_WHAT TO DO_
The entries are to be given back verbatim; no picture is to be copied.

_Stored data_
((
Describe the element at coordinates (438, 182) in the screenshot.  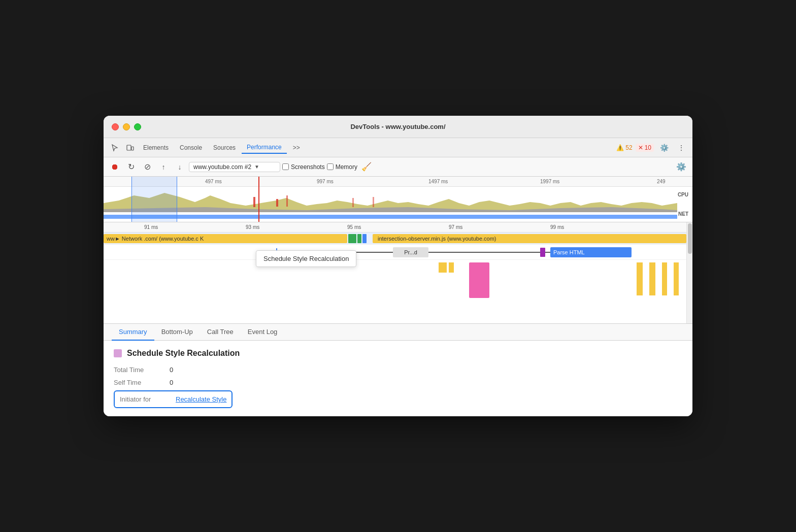
I see `ruler-mark-1497: 1497 ms` at that location.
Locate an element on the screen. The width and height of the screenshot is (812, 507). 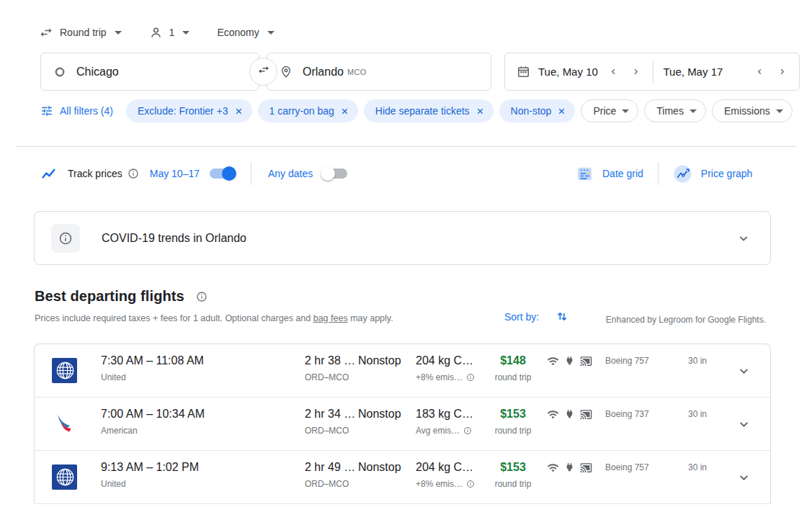
chip-label: Emissions is located at coordinates (747, 111).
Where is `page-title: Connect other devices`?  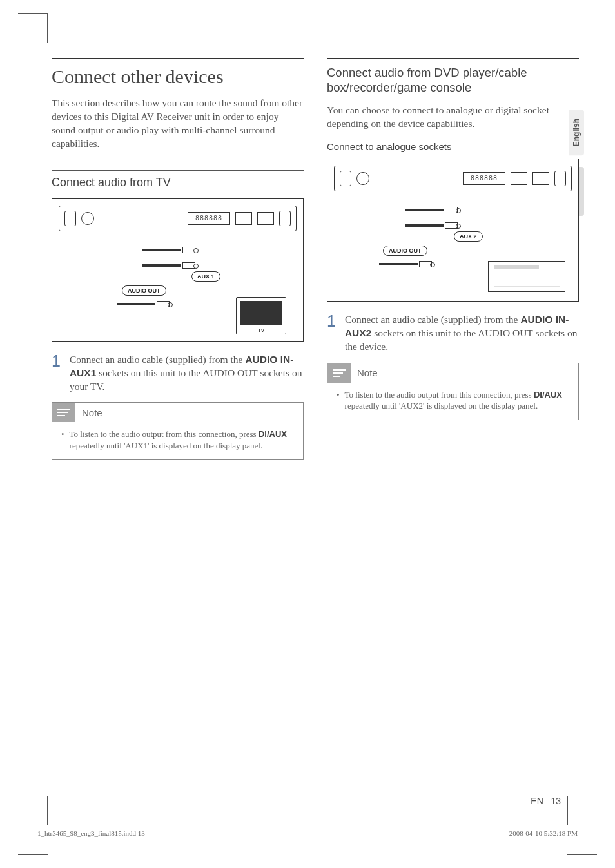
page-title: Connect other devices is located at coordinates (178, 77).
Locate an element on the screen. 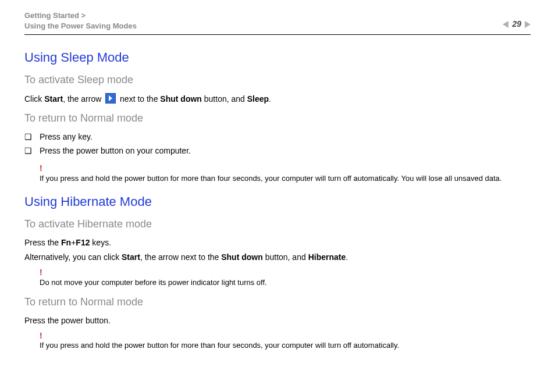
))
_TASK RESPONSE_
Describe the element at coordinates (438, 182) in the screenshot.  
I see `ruler-mark-1497: 1497 ms` at that location.
Locate an element on the screen. The width and height of the screenshot is (812, 507). 
chip-label: Emissions is located at coordinates (747, 111).
Where is `page-title: Connect other devices`?  
page-title: Connect other devices is located at coordinates (178, 77).
Locate an element on the screen. 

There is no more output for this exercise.